Start with what the Riu Palace Antillas gets right, because it gets this very right. The private beach is the best part of the property, and it is genuinely beautiful. Soft white sand, that impossible Aruba water, and enough space to find your own corner of it. If a trip consists of waking up, walking to the beach, and repeating until the flight home, the location delivers.

The pool is also nice, a proper place to spend an afternoon. The catch is the equipment around both: loungers, umbrellas, and the general beach setup are worn and overdue for an upgrade. At these rates, frayed fixtures are noticeable, and they undercut the five-star claim everywhere you sit.

Adults-only is the best feature

Credit where due: the adults-only policy shapes the entire atmosphere, and it works. The pool stays calm, the beach stays quiet, and the property has none of the chaos that can come with big all-inclusive resorts. For couples or groups of friends who want Palm Beach without the spring-break energy or the kids’ club soundtrack, this is the feature doing the heavy lifting.
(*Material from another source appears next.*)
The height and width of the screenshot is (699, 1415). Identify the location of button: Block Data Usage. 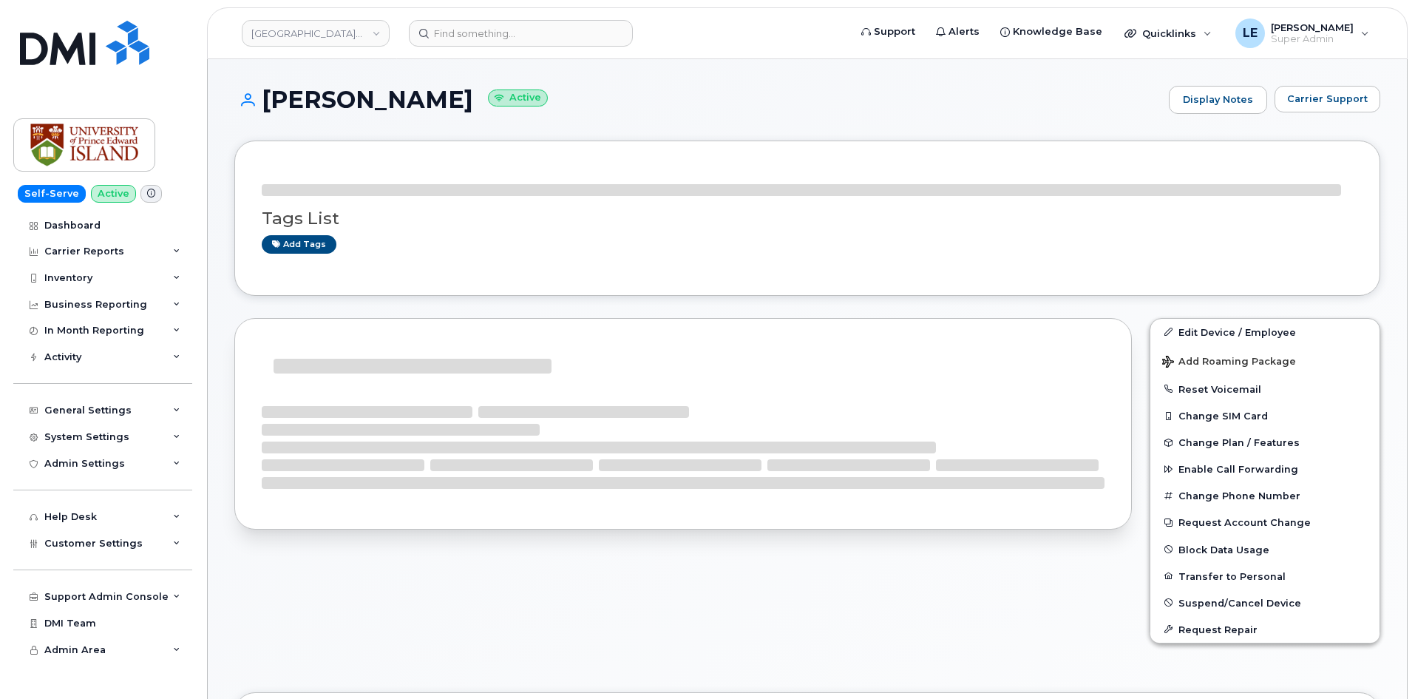
(1265, 549).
All-inclusive, with asterisks

The all-inclusive concept is where expectations need managing. The drinks lean sweet, to the point that most of them taste more like sugar than spirits. Cocktail-driven travelers should adjust expectations or order things neat.

The restaurants came with a structural problem: rigid dining windows that start and end early, and no reservations. Miss the window and you’ve missed the meal. After a full day out, racing the clock to make an early seating got old fast, and the simpler move was eating off-property. Palm Beach has plenty of excellent restaurants within walking distance, so dinner was never a problem. But paying all-inclusive rates and then paying again for dinner elsewhere is exactly the math that should factor into your booking decision.
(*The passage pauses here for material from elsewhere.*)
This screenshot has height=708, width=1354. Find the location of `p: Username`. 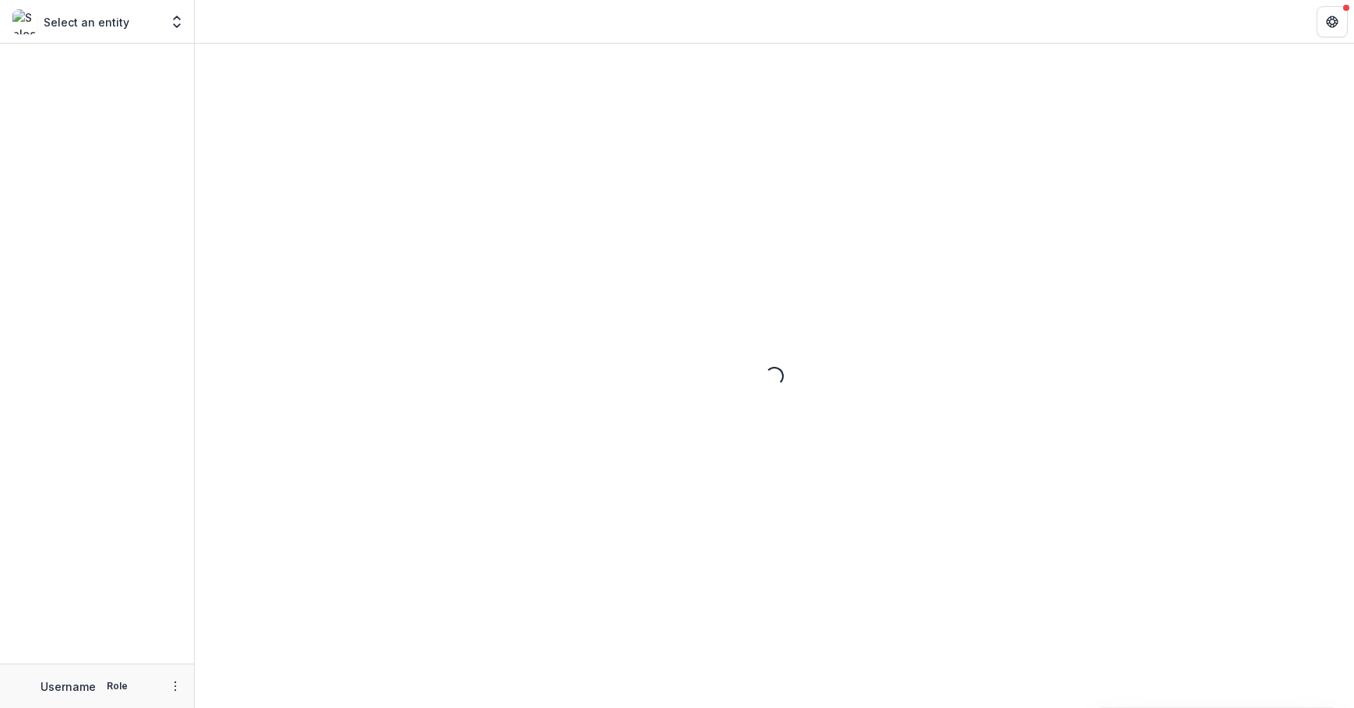

p: Username is located at coordinates (68, 686).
Service that makes you chase it

Service across the property runs slow, and housekeeping was the clearest example. On multiple days the room went untouched after a full day out, even after calling down to request it. Coming back from the beach to an unmade room once is forgivable. As a pattern, at a self-described five-star resort, it is not. None of the staff were unpleasant. The service simply was not there when it was supposed to be, and at this level, showing up is the job.
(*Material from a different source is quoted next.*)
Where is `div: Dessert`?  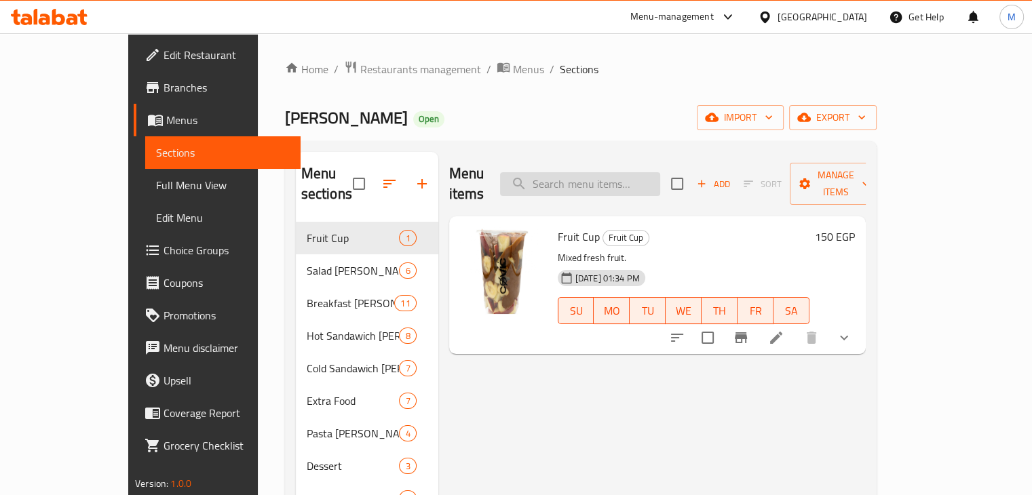
div: Dessert is located at coordinates (353, 466).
The verdict: not Ariventures Approved

The Riu Palace Antillas works for one specific traveler: someone who wants an adults-only base in Palm Beach, plans to live on that beautiful private beach, and doesn’t care much about the room, the drinks, or the dining. For that trip, at the right price, it does the job.

But a five-star property is a promise, and this one doesn’t keep it. Slow service, housekeeping you have to chase, worn equipment, sugary drinks, and dining logistics that push you off-property add up to a mediocre stay in a beautiful location. We would not stay here again, and the Riu Palace Antillas is not Ariventures Approved. Aruba has better, and a review of where we’d point you instead is coming.